Oireachtas Joint and Select Committees
Wednesday, 14 November 2018
Joint Oireachtas Committee on Climate Action
Third Report of the Citizens' Assembly: Discussion (Resumed)
It looked at different sectors of the economy in granular detail. The ESRI does not look at the agriculture sector per se. However, it concludes that at an aggregate level there is a very limited impact. It has considered a €5 and a €20 increase in carbon tax. While the aggregate impact is minor, the most exposed sectors are the transport and the natural gas supply sector. The sectors that drive Irish exports, including the high-technology multinational sector, would not be affected greatly. As such, the overall competitiveness of the economy is unaffected. To come back to the Deputy's earlier point and something Mr. Watt was discussing, the ESRI looks at the impact on not only the productive sectors of the economy but on households in the ten different deciles from poorest to second poorest and on to the richest. It concludes that a carbon tax would be regressive and recommends flanking policies, as Mr. Moran says, to address those distributional issues.
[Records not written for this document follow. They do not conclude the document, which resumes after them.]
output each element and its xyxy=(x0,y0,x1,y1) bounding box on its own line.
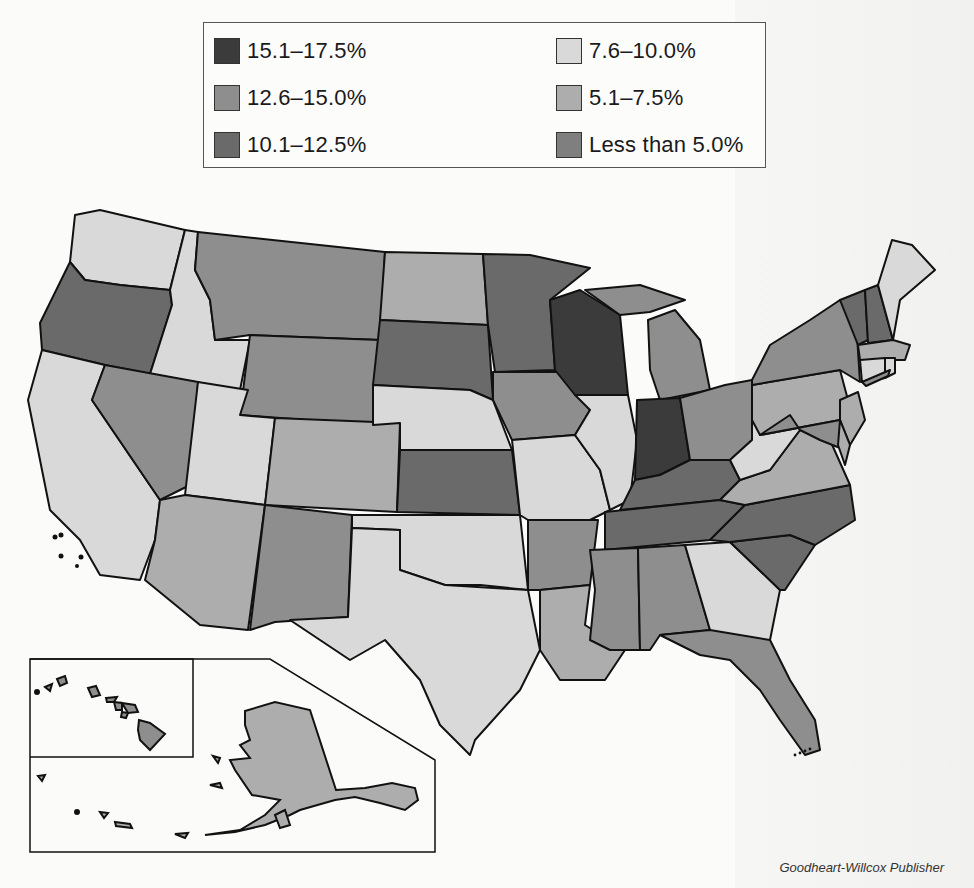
state-wy[interactable] xyxy=(240,335,380,425)
state-wa[interactable] xyxy=(70,210,185,290)
state-ny[interactable] xyxy=(752,300,860,385)
state-ma[interactable] xyxy=(858,340,910,360)
state-ms[interactable] xyxy=(590,548,640,650)
publisher-credit: Goodheart-Willcox Publisher xyxy=(779,860,944,875)
state-fl[interactable] xyxy=(660,630,820,755)
state-nm[interactable] xyxy=(250,505,352,630)
state-co[interactable] xyxy=(265,418,400,512)
state-nd[interactable] xyxy=(380,252,488,325)
state-hi[interactable] xyxy=(35,676,165,750)
state-ks[interactable] xyxy=(397,450,520,515)
state-az[interactable] xyxy=(145,495,265,630)
state-mt[interactable] xyxy=(195,232,385,340)
us-map xyxy=(0,0,974,888)
state-ak[interactable] xyxy=(38,702,418,838)
state-ar[interactable] xyxy=(528,520,598,590)
hawaii-inset-frame xyxy=(30,659,193,757)
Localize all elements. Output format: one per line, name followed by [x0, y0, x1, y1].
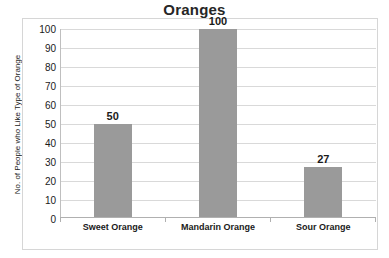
y-axis-tick-labels: 100 90 80 70 60 50 40 30 20 10 0 [12, 0, 56, 232]
bar-value-label: 50 [60, 110, 165, 122]
bar-series: 50 100 27 [60, 29, 376, 218]
y-tick-label: 30 [16, 157, 56, 168]
bar-value-label: 27 [271, 153, 376, 165]
plot-area: 50 100 27 [60, 29, 376, 218]
y-tick-label: 60 [16, 100, 56, 111]
y-tick-label: 40 [16, 138, 56, 149]
y-tick-label: 70 [16, 81, 56, 92]
y-tick-label: 20 [16, 176, 56, 187]
y-tick-label: 80 [16, 62, 56, 73]
y-axis-line [60, 29, 61, 219]
bar[interactable] [304, 167, 342, 218]
x-tick-label: Mandarin Orange [165, 222, 270, 232]
y-tick-label: 90 [16, 43, 56, 54]
x-axis-line [60, 217, 376, 218]
bar-value-label: 100 [165, 15, 270, 27]
bar[interactable] [94, 124, 132, 219]
bar-chart: Oranges No. of People who Like Type of O… [0, 0, 389, 258]
y-tick-label: 0 [16, 214, 56, 225]
x-tick-label: Sweet Orange [60, 222, 165, 232]
y-tick-label: 50 [16, 119, 56, 130]
y-tick-label: 10 [16, 195, 56, 206]
x-tick-label: Sour Orange [271, 222, 376, 232]
bar-slot: 100 [165, 29, 270, 218]
bar-slot: 50 [60, 29, 165, 218]
bar-slot: 27 [271, 29, 376, 218]
bar[interactable] [199, 29, 237, 218]
y-tick-label: 100 [16, 24, 56, 35]
x-axis-category-labels: Sweet Orange Mandarin Orange Sour Orange [60, 222, 376, 232]
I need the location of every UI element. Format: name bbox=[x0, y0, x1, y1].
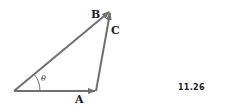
vector-diagram-canvas bbox=[0, 0, 226, 109]
vector-c-label: C bbox=[111, 25, 120, 36]
figure-number: 11.26 bbox=[178, 84, 205, 92]
angle-arc bbox=[34, 74, 40, 91]
vector-a-label: A bbox=[75, 94, 84, 105]
vector-b-label: B bbox=[91, 9, 100, 20]
vector-c-arrow bbox=[96, 13, 110, 91]
vector-b-arrow bbox=[14, 12, 109, 91]
theta-label: θ bbox=[41, 75, 46, 83]
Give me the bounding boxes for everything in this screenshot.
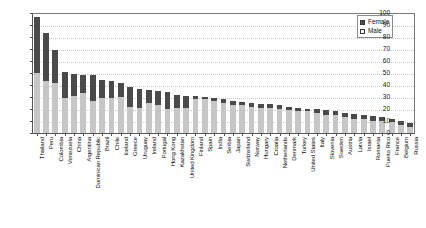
bar-group[interactable] [221,13,227,133]
bar-group[interactable] [333,13,339,133]
bar-segment-male [174,108,180,133]
bar-group[interactable] [211,13,217,133]
bar-group[interactable] [99,13,105,133]
x-tick [139,133,140,136]
bar-segment-female [127,87,133,106]
x-tick [186,133,187,136]
x-tick [345,133,346,136]
x-axis-label: India [217,137,223,149]
bar-group[interactable] [183,13,189,133]
bar-group[interactable] [277,13,283,133]
x-tick [111,133,112,136]
x-axis-label: Serbia [226,137,232,154]
x-axis-label: United States [310,137,316,172]
x-tick [149,133,150,136]
bar-group[interactable] [239,13,245,133]
x-tick [270,133,271,136]
bar-group[interactable] [109,13,115,133]
bar-segment-male [230,105,236,133]
bar-group[interactable] [127,13,133,133]
x-tick [280,133,281,136]
bar-segment-female [99,80,105,98]
x-tick [102,133,103,136]
bar-segment-male [323,115,329,133]
bar-segment-male [314,113,320,133]
bar-group[interactable] [305,13,311,133]
bar-segment-male [211,101,217,133]
bar-segment-male [43,81,49,133]
bar-group[interactable] [230,13,236,133]
bar-group[interactable] [118,13,124,133]
bar-group[interactable] [34,13,40,133]
y-tick-label: 20 [383,106,390,113]
x-tick [308,133,309,136]
x-tick [317,133,318,136]
bar-group[interactable] [314,13,320,133]
x-tick [261,133,262,136]
bar-group[interactable] [407,13,413,133]
bar-group[interactable] [295,13,301,133]
bar-segment-male [239,105,245,133]
legend-swatch-female [360,20,365,25]
bar-group[interactable] [174,13,180,133]
bar-segment-male [398,125,404,133]
bar-segment-male [118,97,124,133]
bar-segment-male [305,111,311,133]
bar-group[interactable] [258,13,264,133]
bar-segment-female [118,83,124,97]
x-tick [37,133,38,136]
bar-segment-female [155,91,161,105]
x-axis-label: Iceland [123,137,129,156]
x-axis-label: Brazil [104,137,110,151]
x-tick [130,133,131,136]
x-tick [65,133,66,136]
bar-group[interactable] [146,13,152,133]
bar-group[interactable] [90,13,96,133]
x-tick [121,133,122,136]
bar-segment-male [183,108,189,133]
bar-group[interactable] [165,13,171,133]
bar-group[interactable] [249,13,255,133]
bar-group[interactable] [202,13,208,133]
x-tick [55,133,56,136]
x-axis-label: Chile [114,137,120,150]
bar-group[interactable] [43,13,49,133]
x-tick [336,133,337,136]
x-tick [167,133,168,136]
x-axis-label: Uruguay [142,137,148,159]
x-tick [177,133,178,136]
x-tick [373,133,374,136]
y-tick-label: 30 [383,94,390,101]
bar-group[interactable] [267,13,273,133]
x-tick [224,133,225,136]
bar-segment-female [146,90,152,103]
bar-segment-male [361,119,367,133]
bar-group[interactable] [80,13,86,133]
bar-group[interactable] [398,13,404,133]
bar-group[interactable] [155,13,161,133]
bar-segment-male [249,107,255,133]
bar-segment-male [351,119,357,133]
bar-group[interactable] [71,13,77,133]
bar-segment-female [71,74,77,96]
x-axis-label: Croatia [273,137,279,156]
bar-group[interactable] [193,13,199,133]
bar-group[interactable] [62,13,68,133]
bar-segment-male [202,99,208,133]
y-tick-label: 40 [383,82,390,89]
bar-group[interactable] [52,13,58,133]
y-tick-label: 80 [383,34,390,41]
x-tick [392,133,393,136]
bar-segment-male [155,105,161,133]
x-tick [158,133,159,136]
bar-segment-female [80,75,86,93]
bar-group[interactable] [323,13,329,133]
bar-segment-male [193,99,199,133]
bar-segment-female [52,50,58,82]
bar-group[interactable] [342,13,348,133]
bar-segment-male [342,117,348,133]
bar-segment-male [71,96,77,133]
bar-group[interactable] [286,13,292,133]
bar-group[interactable] [137,13,143,133]
bar-segment-male [277,109,283,133]
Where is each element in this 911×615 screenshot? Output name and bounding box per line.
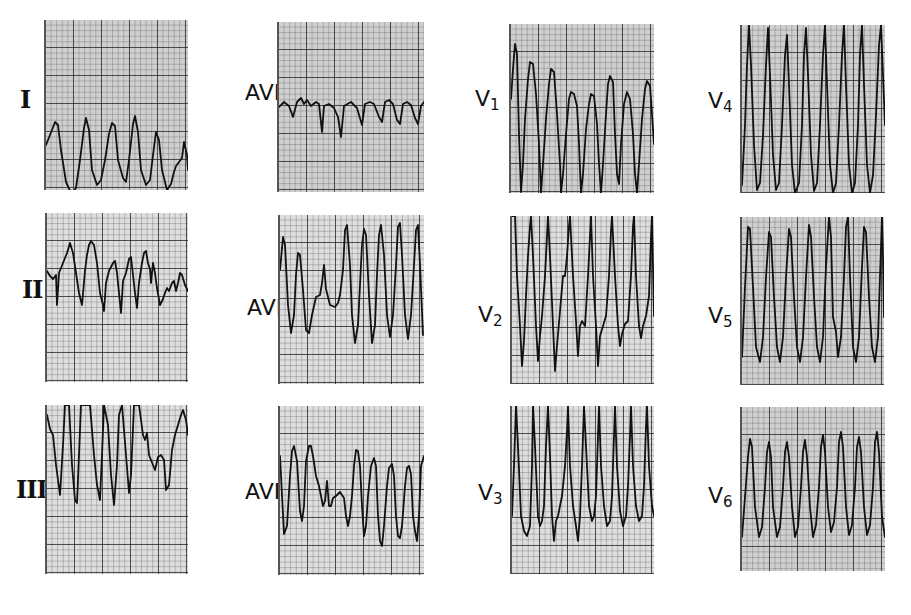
lead-name: III	[16, 475, 47, 504]
lead-label: V1	[475, 88, 500, 113]
ecg-trace	[47, 213, 188, 382]
ecg-grid-panel	[44, 20, 188, 190]
lead-label: I	[20, 88, 30, 112]
ecg-trace	[280, 215, 424, 384]
ecg-trace	[742, 25, 885, 193]
lead-subscript: 6	[723, 493, 733, 511]
lead-name: V	[478, 480, 493, 505]
lead-name: I	[20, 85, 30, 114]
ecg-trace	[46, 20, 188, 190]
lead-name: II	[22, 275, 42, 304]
ecg-grid-panel	[510, 406, 654, 574]
ecg-trace	[742, 407, 885, 571]
lead-subscript: 2	[493, 312, 503, 330]
ecg-grid-panel	[277, 22, 424, 192]
lead-name: V	[708, 483, 723, 508]
lead-label: V2	[478, 304, 503, 329]
lead-label: V4	[708, 90, 733, 115]
lead-subscript: 1	[490, 96, 500, 114]
lead-name: V	[478, 302, 493, 327]
lead-label: V3	[478, 482, 503, 507]
ecg-trace	[511, 24, 654, 193]
ecg-trace	[280, 406, 424, 575]
ecg-grid-panel	[278, 215, 424, 384]
ecg-trace	[279, 22, 424, 192]
lead-name: V	[475, 86, 490, 111]
lead-label: III	[16, 478, 47, 502]
lead-label: V6	[708, 485, 733, 510]
ecg-grid-panel	[740, 217, 884, 385]
ecg-grid-panel	[740, 25, 885, 193]
ecg-trace	[742, 217, 884, 385]
lead-subscript: 5	[723, 313, 733, 331]
ecg-grid-panel	[510, 216, 654, 384]
ecg-grid-panel	[45, 405, 188, 574]
ecg-grid-panel	[45, 213, 188, 382]
lead-subscript: 3	[493, 490, 503, 508]
lead-name: V	[708, 303, 723, 328]
ecg-grid-panel	[740, 407, 885, 571]
lead-subscript: 4	[723, 98, 733, 116]
lead-label: V5	[708, 305, 733, 330]
lead-label: II	[22, 278, 42, 302]
ecg-trace	[512, 216, 654, 384]
ecg-trace	[512, 406, 654, 574]
ecg-grid-panel	[278, 406, 424, 575]
ecg-grid-panel	[509, 24, 654, 193]
ecg-trace	[47, 405, 188, 574]
lead-name: V	[708, 88, 723, 113]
That is just the first stage in the research we have commissioned from the ESRI. We will work with the institute as it looks at how things evolve over time. In other words, it will not just look at a static impact, but at what the behavioural impacts will be if one has a carbon tax pathway from now to 2030 and how different sectors would be affected. It is probably possible to have a more in-depth look at the agriculture sector within that analysis. This time next year, I will probably be in a better position to quantify certain things for the Deputy.